The heart must be made a temple to God, wherein sacrifices do ascend; but that they may be accepted, it must be purged of idols, nothing left in any corner, though never so secret, to stir the jealousy of our God, who sees through all. Oh happy that heart that is, as Jacob’s house, purged, in which no more idols are to be found, but the holy God dwelling there alone, as in His holy temple!—Leighton.

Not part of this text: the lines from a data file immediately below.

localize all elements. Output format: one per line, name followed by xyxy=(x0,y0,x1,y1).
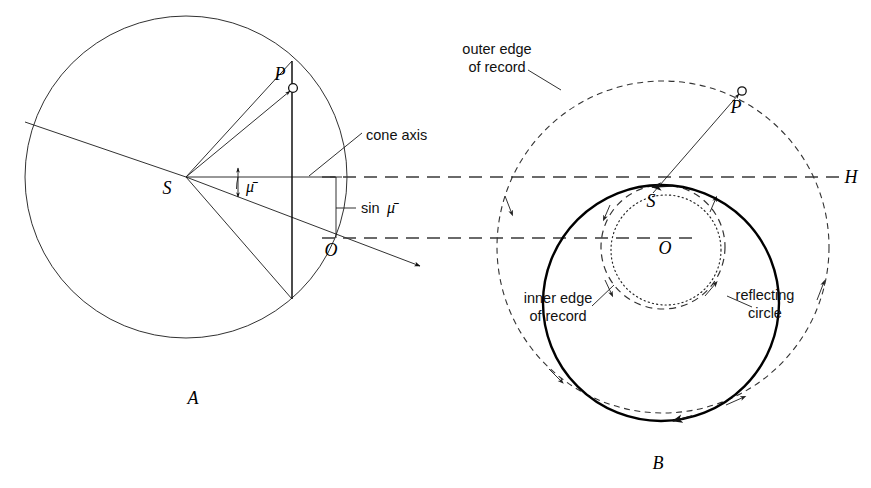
panel-a-caption: A xyxy=(187,388,200,408)
figure-root: S P O cone axis sin μ̄ μ̄ A xyxy=(0,0,871,488)
panel-a-label-sin: sin xyxy=(361,200,380,216)
panel-b-label-O: O xyxy=(659,238,672,258)
panel-b-label-P: P xyxy=(730,97,742,117)
panel-b-point-P-marker xyxy=(738,87,746,95)
panel-b-label-H: H xyxy=(844,167,859,187)
crystallography-figure: S P O cone axis sin μ̄ μ̄ A xyxy=(0,0,871,488)
panel-b-label-outer-edge-line1: outer edge xyxy=(462,41,531,57)
panel-b-label-reflecting-line2: circle xyxy=(748,305,782,321)
panel-b-label-outer-edge-line2: of record xyxy=(468,59,525,75)
panel-a-point-P-marker xyxy=(289,84,298,93)
panel-a-label-S: S xyxy=(163,178,172,198)
figure-background xyxy=(0,0,871,488)
panel-b-label-S: S xyxy=(647,191,656,211)
panel-a-label-O: O xyxy=(325,240,338,260)
panel-b-caption: B xyxy=(653,453,664,473)
panel-b-label-inner-edge-line2: of record xyxy=(529,308,586,324)
panel-a-label-cone-axis: cone axis xyxy=(366,127,427,143)
panel-b-label-inner-edge-line1: inner edge xyxy=(524,290,593,306)
panel-b-label-reflecting-line1: reflecting xyxy=(736,287,795,303)
panel-a-label-P: P xyxy=(274,64,286,84)
panel-b-reflecting-circle-arrow-top xyxy=(652,186,672,187)
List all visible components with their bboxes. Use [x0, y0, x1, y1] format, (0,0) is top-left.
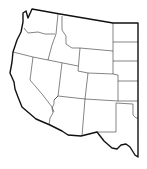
western-us-outline-map [0, 0, 147, 169]
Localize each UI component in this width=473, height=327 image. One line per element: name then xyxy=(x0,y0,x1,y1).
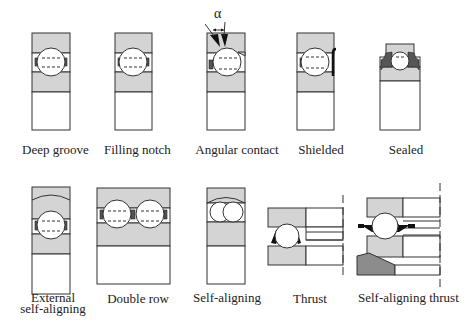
self-aligning-bearing xyxy=(207,188,245,284)
label-self-aligning-thrust: Self-aligning thrust xyxy=(358,291,458,304)
thrust-bearing xyxy=(268,195,343,277)
label-angular-contact: Angular contact xyxy=(194,143,280,156)
external-self-aligning-bearing xyxy=(32,187,70,294)
sealed-bearing xyxy=(380,44,420,130)
label-external-self-aligning: External self-aligning xyxy=(20,292,86,314)
contact-angle-symbol: α xyxy=(214,6,221,22)
filling-notch-bearing xyxy=(115,33,152,130)
label-self-aligning: Self-aligning xyxy=(192,291,262,304)
self-aligning-thrust-bearing xyxy=(357,183,440,287)
double-row-bearing xyxy=(97,188,170,284)
label-sealed: Sealed xyxy=(383,143,429,156)
label-filling-notch: Filling notch xyxy=(104,143,170,156)
deep-groove-bearing xyxy=(32,33,70,130)
label-double-row: Double row xyxy=(106,292,170,305)
label-thrust: Thrust xyxy=(290,292,330,305)
seal-left xyxy=(381,52,392,70)
bearing-types-diagram: .ring { fill:#d4d4d4; stroke:#333; strok… xyxy=(0,0,473,327)
label-external-line2: self-aligning xyxy=(20,303,86,314)
seal-right xyxy=(408,52,419,70)
label-shielded: Shielded xyxy=(296,143,346,156)
shielded-bearing xyxy=(297,33,336,130)
label-deep-groove: Deep groove xyxy=(22,143,84,156)
angular-contact-bearing xyxy=(205,22,245,130)
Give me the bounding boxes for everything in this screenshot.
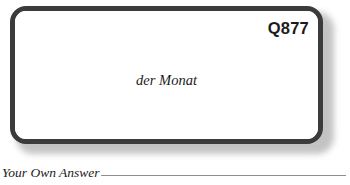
card-id-label: Q877 bbox=[268, 20, 309, 37]
answer-row: Your Own Answer bbox=[2, 166, 346, 184]
answer-label: Your Own Answer bbox=[2, 166, 100, 180]
flashcard[interactable]: Q877 der Monat bbox=[10, 6, 323, 144]
answer-write-in-line[interactable] bbox=[101, 175, 346, 176]
flashcard-page: Q877 der Monat Your Own Answer bbox=[0, 0, 350, 185]
flashcard-inner: Q877 der Monat bbox=[15, 11, 318, 139]
card-prompt-text: der Monat bbox=[15, 73, 318, 88]
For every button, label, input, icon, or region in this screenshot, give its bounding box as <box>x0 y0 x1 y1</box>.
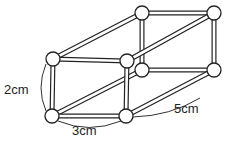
height-label: 2cm <box>4 83 29 96</box>
prism-skeleton <box>0 0 235 154</box>
depth-label: 5cm <box>174 102 199 115</box>
width-label: 3cm <box>72 124 97 137</box>
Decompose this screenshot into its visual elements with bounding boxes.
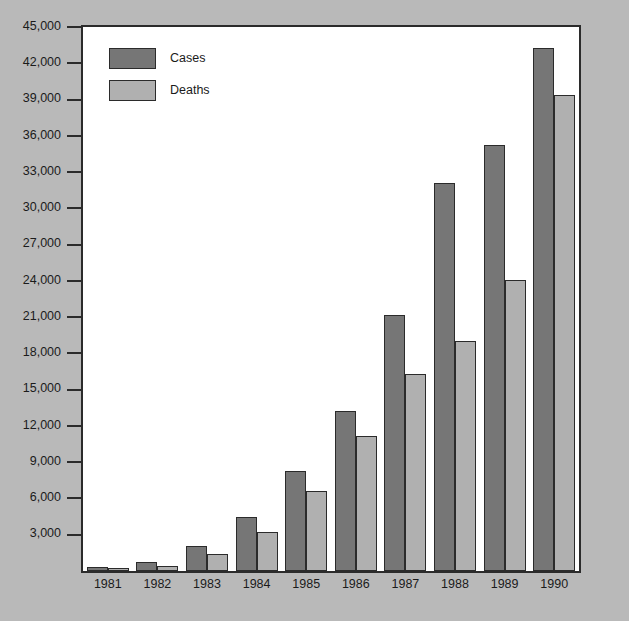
bar-deaths (356, 436, 377, 571)
y-axis-tick-mark (67, 280, 81, 282)
legend-item: Cases (109, 48, 269, 69)
bar-cases (136, 562, 157, 571)
x-axis-tick-label: 1985 (281, 578, 331, 591)
bar-deaths (554, 95, 575, 571)
bar-cases (87, 567, 108, 571)
bar-deaths (257, 532, 278, 571)
bar-cases (186, 546, 207, 571)
bar-deaths (455, 341, 476, 571)
bar-deaths (306, 491, 327, 571)
y-axis-tick-label: 27,000 (23, 237, 61, 250)
y-axis-tick-label: 18,000 (23, 346, 61, 359)
x-axis-tick-label: 1982 (133, 578, 183, 591)
x-axis-tick-label: 1981 (83, 578, 133, 591)
bar-cases (335, 411, 356, 571)
y-axis-tick-label: 12,000 (23, 419, 61, 432)
x-axis-tick-label: 1987 (381, 578, 431, 591)
bar-cases (236, 517, 257, 571)
bar-cases (533, 48, 554, 571)
y-axis-tick-mark (67, 534, 81, 536)
chart-legend: CasesDeaths (109, 48, 269, 112)
x-axis-tick-label: 1983 (182, 578, 232, 591)
legend-item: Deaths (109, 80, 269, 101)
bar-cases (434, 183, 455, 571)
year-group (384, 27, 426, 571)
legend-swatch (109, 48, 156, 69)
bar-deaths (207, 554, 228, 571)
bar-deaths (505, 280, 526, 571)
y-axis-tick-label: 42,000 (23, 56, 61, 69)
year-group (434, 27, 476, 571)
bar-cases (384, 315, 405, 571)
x-axis-tick-label: 1990 (529, 578, 579, 591)
y-axis-tick-label: 45,000 (23, 20, 61, 33)
x-axis: 1981198219831984198519861987198819891990 (83, 578, 579, 602)
y-axis-tick-mark (67, 244, 81, 246)
y-axis-tick-mark (67, 316, 81, 318)
y-axis-tick-mark (67, 352, 81, 354)
y-axis-tick-label: 36,000 (23, 129, 61, 142)
y-axis-tick-label: 39,000 (23, 92, 61, 105)
y-axis-tick-mark (67, 171, 81, 173)
bar-deaths (108, 568, 129, 571)
x-axis-tick-label: 1988 (430, 578, 480, 591)
bar-deaths (157, 566, 178, 571)
bar-deaths (405, 374, 426, 571)
y-axis-tick-mark (67, 62, 81, 64)
y-axis: 3,0006,0009,00012,00015,00018,00021,0002… (0, 25, 81, 575)
y-axis-tick-mark (67, 497, 81, 499)
year-group (533, 27, 575, 571)
y-axis-tick-label: 24,000 (23, 274, 61, 287)
x-axis-tick-label: 1986 (331, 578, 381, 591)
y-axis-tick-mark (67, 461, 81, 463)
legend-label: Cases (170, 52, 205, 65)
y-axis-tick-label: 6,000 (30, 491, 61, 504)
y-axis-tick-mark (67, 425, 81, 427)
year-group (285, 27, 327, 571)
legend-swatch (109, 80, 156, 101)
bar-cases (285, 471, 306, 571)
y-axis-tick-mark (67, 389, 81, 391)
bar-cases (484, 145, 505, 571)
y-axis-tick-mark (67, 207, 81, 209)
year-group (335, 27, 377, 571)
y-axis-tick-mark (67, 99, 81, 101)
y-axis-tick-label: 9,000 (30, 455, 61, 468)
y-axis-tick-label: 30,000 (23, 201, 61, 214)
year-group (484, 27, 526, 571)
y-axis-tick-label: 3,000 (30, 527, 61, 540)
y-axis-tick-mark (67, 135, 81, 137)
y-axis-tick-label: 21,000 (23, 310, 61, 323)
legend-label: Deaths (170, 84, 210, 97)
y-axis-tick-label: 15,000 (23, 382, 61, 395)
x-axis-tick-label: 1989 (480, 578, 530, 591)
bar-chart-figure: 3,0006,0009,00012,00015,00018,00021,0002… (0, 0, 629, 621)
x-axis-tick-label: 1984 (232, 578, 282, 591)
y-axis-tick-label: 33,000 (23, 165, 61, 178)
y-axis-tick-mark (67, 26, 81, 28)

John 4:26. The joy and fruit of sincere Christian profession.—What good fruit did this conversation bear to the Redeemer, as subsequently men and women came to Him, saw Him and heard Him, prayed Him to remain with them, and then testified that they believed no more simply because of the speech of the woman, but because they had heard Himself! How was His spirit rejoiced by the hope that the fields were white to harvest! how gladly He welcomed His disciples with the prospect that He would send them to reap where they had not sowed! how joyously He beheld the accomplishment of His work, and the whole of the way He had yet to tread! Well, my friends, we too can find in similar fashion the strength and comfort which the Redeemer here found—yes, we also, who need it much more than did the Redeemer—if we will not set it aside through over-anxious forebodings. To us also will joyful hope be given when we openly avow ourselves to like-minded fellowmen. Although truly we cannot cast such a widely extensive glance over all that lies before us, but only on a special portion … yet what we thus see partially is also a field white to the harvest. And the hope must arise in us that God will come, that His throne is already set for judgment, and that the time draws nigh when the Sun of the righteous will shine again with noonday splendour. All that is grand and beautiful after which we sigh can issue only from a union of forces, to which each individual truly can only make a small contribution, but must do this from the heart: and the basis of this union of all the good is love and confidence alone. Therefore in all our intercourse with men let this endeavour lie at the foundation of it—to investigate and put to the test wisely and sincerely where even one seems to be like-minded, whose heart we might influence and strengthen in faith and zeal for the day of the Lord.—Translated from F. Schleiermacher.